Structuring marketing, sales and customer success teams the right way

Earlier in this series, we discussed why marketing, sales and customer success teams can become misaligned, and ways to constructively align these teams. In this instalment, we look at structuring these teams effectively.


Structure your team the right way: Assembly line versus pod models

An assembly line has several highly specialized teams that each perform a specific task and are laser-focused on their own unique goals. For example, account executives, sales development representatives (SDRs), customer success, demand generation marketing, content marketing, product marketing—all of them perform particular tasks without necessarily optimizing for the bigger picture.

The assembly line model works well in a large organization. It encourages competition between co-workers and has the advantage of allowing you to isolate a specific problem to a specific team and really understand what’s not working.

For example, do you have a low conversion on sales qualified leads? Let’s dig into the situation with an SDR team that handles them and understand why. Is it down to a specific person or the whole team? Or maybe the way leads are being followed up? Assembly lines make it faster to understand where the problem lies.

This model is designed to maximize efficiency. But it can come at the cost of losing focus and alignment on bigger company goals. When you are just starting out and have a small team, the assembly line model is not the most effective way to go. Creating specialized teams early on will produce unnecessary friction for your customers and promote a focus on isolated goals, not the big company vision—and that’s hardly the best way to achieve a state of hyper-growth.

A pod is a very customer-centric model that’s used by companies like Drift, HubSpot and others. With a pod, you have a sales, customer success and support person all working together as a team. This way, they handle the complete customer interaction and process with a much tighter and faster feedback loop. Each pod works toward exactly the same goal: making a customer successful.

Amazon’s Jeff Bezos is a big fan of “two-pizza” teams (where the group is theoretically only large enough to be fed by two pizzas), and there is a good reason for it. Each member of the pod wears many hats, is versatile in their skills and responds to the needs of a customer. It creates a real alignment between the teams. Pods also promote team versus individual competition within the company, which can be helpful, again, in increasing collaboration.

If marketing and sales are not aligned, how do you spot it?

A lot of finger pointing and blaming each other are some of the outcomes of misalignment.

You can also spot team misalignment by drilling into each team’s metric. Is what marketing claims really meaningful and aligned with the company’s real needs? “We’ve generated 2,500 leads” can only mean so much. How many of those leads are aligned to your ideal customer profile? How many of them have an actual need? How many can your sales team close? How many of those closed accounts will have enough success with your product that they will renew in the future?

The same goes for customer success claims that the churn is down. What kind of churn has been reduced? Is it revenue churn or customer churn?

These are all important questions to ask to really understand where each team is at and whether they are producing results that matter to the whole company.

Having clear metrics to focus on, shared responsibilities between teams, the correct team structure and a culture of ownership across the company will make a difference in aligning marketing, sales and customer success.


When you have gone through the records below, state only how many lines include the word "name".

[[ Dataset extract open ]]

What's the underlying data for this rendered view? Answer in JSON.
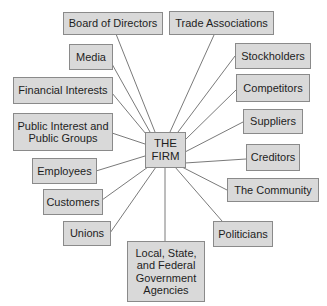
{
  "diagram": {
    "type": "hub-and-spoke stakeholder diagram",
    "center": {
      "label": "THE\nFIRM"
    },
    "stakeholders": [
      {
        "id": "board",
        "label": "Board of Directors"
      },
      {
        "id": "trade",
        "label": "Trade Associations"
      },
      {
        "id": "media",
        "label": "Media"
      },
      {
        "id": "stockholders",
        "label": "Stockholders"
      },
      {
        "id": "financial",
        "label": "Financial Interests"
      },
      {
        "id": "competitors",
        "label": "Competitors"
      },
      {
        "id": "public",
        "label": "Public Interest and\nPublic Groups"
      },
      {
        "id": "suppliers",
        "label": "Suppliers"
      },
      {
        "id": "employees",
        "label": "Employees"
      },
      {
        "id": "creditors",
        "label": "Creditors"
      },
      {
        "id": "customers",
        "label": "Customers"
      },
      {
        "id": "community",
        "label": "The Community"
      },
      {
        "id": "unions",
        "label": "Unions"
      },
      {
        "id": "politicians",
        "label": "Politicians"
      },
      {
        "id": "government",
        "label": "Local, State,\nand Federal\nGovernment\nAgencies"
      }
    ],
    "colors": {
      "box_fill": "#d9d9d9",
      "box_border": "#8a8a8a",
      "connector": "#7a7a7a",
      "text": "#1e1e1e"
    }
  }
}
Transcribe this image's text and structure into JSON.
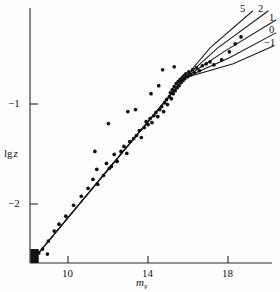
{
  "figure": {
    "name": "log-z-vs-visual-magnitude-scatter",
    "background_color": "#fdfdfd",
    "ink_color": "#111111"
  },
  "axes": {
    "x": {
      "title_main": "m",
      "title_sub": "v",
      "ticks": [
        {
          "value": 10,
          "label": "10"
        },
        {
          "value": 14,
          "label": "14"
        },
        {
          "value": 18,
          "label": "18"
        }
      ],
      "range": [
        8.1,
        20.6
      ]
    },
    "y": {
      "title_main": "lg",
      "title_var": "z",
      "ticks": [
        {
          "value": -1,
          "label": "−1"
        },
        {
          "value": -2,
          "label": "−2"
        }
      ],
      "range": [
        -2.72,
        -0.16
      ]
    }
  },
  "curve_labels": [
    {
      "id": "q5",
      "label": "5"
    },
    {
      "id": "q2",
      "label": "2"
    },
    {
      "id": "q1",
      "label": "1"
    },
    {
      "id": "q0",
      "label": "0"
    },
    {
      "id": "qm1",
      "label": "−1"
    }
  ],
  "chart_data": {
    "type": "scatter",
    "title": "",
    "xlabel": "m_v",
    "ylabel": "lg z",
    "xlim": [
      8.1,
      20.6
    ],
    "ylim": [
      -2.72,
      -0.16
    ],
    "grid": false,
    "legend": "curve labels at upper right (q0 values)",
    "annotations": [
      {
        "text": "5",
        "x": 19.8,
        "y": -0.24
      },
      {
        "text": "2",
        "x": 20.65,
        "y": -0.24
      },
      {
        "text": "1",
        "x": 21.15,
        "y": -0.33
      },
      {
        "text": "0",
        "x": 21.15,
        "y": -0.45
      },
      {
        "text": "−1",
        "x": 21.0,
        "y": -0.58
      }
    ],
    "series": [
      {
        "name": "observed clusters",
        "type": "scatter",
        "marker": "filled-circle",
        "points": [
          [
            8.25,
            -2.66
          ],
          [
            8.35,
            -2.7
          ],
          [
            8.55,
            -2.62
          ],
          [
            8.75,
            -2.58
          ],
          [
            9.05,
            -2.5
          ],
          [
            9.35,
            -2.4
          ],
          [
            9.6,
            -2.33
          ],
          [
            9.95,
            -2.25
          ],
          [
            10.35,
            -2.14
          ],
          [
            10.75,
            -2.05
          ],
          [
            11.1,
            -1.97
          ],
          [
            11.35,
            -1.88
          ],
          [
            11.55,
            -1.78
          ],
          [
            11.6,
            -1.93
          ],
          [
            11.9,
            -1.84
          ],
          [
            12.05,
            -1.72
          ],
          [
            12.2,
            -1.77
          ],
          [
            12.3,
            -1.75
          ],
          [
            12.45,
            -1.63
          ],
          [
            12.6,
            -1.7
          ],
          [
            12.8,
            -1.6
          ],
          [
            12.95,
            -1.55
          ],
          [
            13.1,
            -1.62
          ],
          [
            13.25,
            -1.5
          ],
          [
            13.45,
            -1.47
          ],
          [
            13.6,
            -1.44
          ],
          [
            13.75,
            -1.39
          ],
          [
            13.85,
            -1.46
          ],
          [
            14.0,
            -1.36
          ],
          [
            14.1,
            -1.3
          ],
          [
            14.2,
            -1.33
          ],
          [
            14.3,
            -1.27
          ],
          [
            14.4,
            -1.31
          ],
          [
            14.5,
            -1.24
          ],
          [
            14.6,
            -1.21
          ],
          [
            14.7,
            -1.25
          ],
          [
            14.8,
            -1.18
          ],
          [
            14.9,
            -1.15
          ],
          [
            15.0,
            -1.2
          ],
          [
            15.05,
            -1.11
          ],
          [
            15.15,
            -1.08
          ],
          [
            15.2,
            -1.13
          ],
          [
            15.3,
            -1.05
          ],
          [
            15.35,
            -1.01
          ],
          [
            15.4,
            -1.07
          ],
          [
            15.45,
            -0.98
          ],
          [
            15.5,
            -1.02
          ],
          [
            15.55,
            -0.95
          ],
          [
            15.6,
            -0.99
          ],
          [
            15.65,
            -0.92
          ],
          [
            15.7,
            -0.96
          ],
          [
            15.75,
            -0.9
          ],
          [
            15.8,
            -0.94
          ],
          [
            15.85,
            -0.88
          ],
          [
            15.9,
            -0.91
          ],
          [
            15.95,
            -0.86
          ],
          [
            16.0,
            -0.89
          ],
          [
            16.05,
            -0.84
          ],
          [
            16.1,
            -0.87
          ],
          [
            16.15,
            -0.82
          ],
          [
            16.25,
            -0.85
          ],
          [
            16.3,
            -0.8
          ],
          [
            16.4,
            -0.83
          ],
          [
            16.5,
            -0.78
          ],
          [
            16.6,
            -0.81
          ],
          [
            16.7,
            -0.76
          ],
          [
            16.85,
            -0.79
          ],
          [
            17.0,
            -0.74
          ],
          [
            17.2,
            -0.72
          ],
          [
            17.4,
            -0.7
          ],
          [
            17.6,
            -0.73
          ],
          [
            18.0,
            -0.68
          ],
          [
            18.4,
            -0.6
          ],
          [
            18.7,
            -0.52
          ],
          [
            19.0,
            -0.45
          ],
          [
            14.95,
            -0.78
          ],
          [
            15.55,
            -0.75
          ],
          [
            11.45,
            -1.6
          ],
          [
            12.15,
            -1.32
          ],
          [
            13.15,
            -1.2
          ],
          [
            13.55,
            -1.18
          ],
          [
            14.35,
            -1.02
          ],
          [
            14.75,
            -0.94
          ],
          [
            9.0,
            -2.63
          ]
        ]
      },
      {
        "name": "q0 = 5",
        "type": "line",
        "label": "5",
        "points": [
          [
            8.2,
            -2.7
          ],
          [
            13.0,
            -1.58
          ],
          [
            16.1,
            -0.86
          ],
          [
            17.4,
            -0.56
          ],
          [
            19.6,
            -0.19
          ]
        ]
      },
      {
        "name": "q0 = 2",
        "type": "line",
        "label": "2",
        "points": [
          [
            8.2,
            -2.7
          ],
          [
            13.0,
            -1.58
          ],
          [
            16.1,
            -0.86
          ],
          [
            17.8,
            -0.56
          ],
          [
            20.4,
            -0.19
          ]
        ]
      },
      {
        "name": "q0 = 1",
        "type": "line",
        "label": "1",
        "points": [
          [
            8.2,
            -2.7
          ],
          [
            13.0,
            -1.58
          ],
          [
            16.1,
            -0.86
          ],
          [
            18.1,
            -0.6
          ],
          [
            20.8,
            -0.28
          ]
        ]
      },
      {
        "name": "q0 = 0",
        "type": "line",
        "label": "0",
        "points": [
          [
            8.2,
            -2.7
          ],
          [
            13.0,
            -1.58
          ],
          [
            16.1,
            -0.86
          ],
          [
            18.4,
            -0.66
          ],
          [
            20.8,
            -0.41
          ]
        ]
      },
      {
        "name": "q0 = -1",
        "type": "line",
        "label": "−1",
        "points": [
          [
            8.2,
            -2.7
          ],
          [
            13.0,
            -1.58
          ],
          [
            16.1,
            -0.86
          ],
          [
            18.6,
            -0.72
          ],
          [
            20.7,
            -0.54
          ]
        ]
      }
    ],
    "dense_block": {
      "description": "solid filled rectangle of overlapping faint points near origin",
      "x_range": [
        8.12,
        8.55
      ],
      "y_range": [
        -2.72,
        -2.58
      ]
    }
  }
}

[[ Dataset extract closed ]]

**Response to the exercise:** 7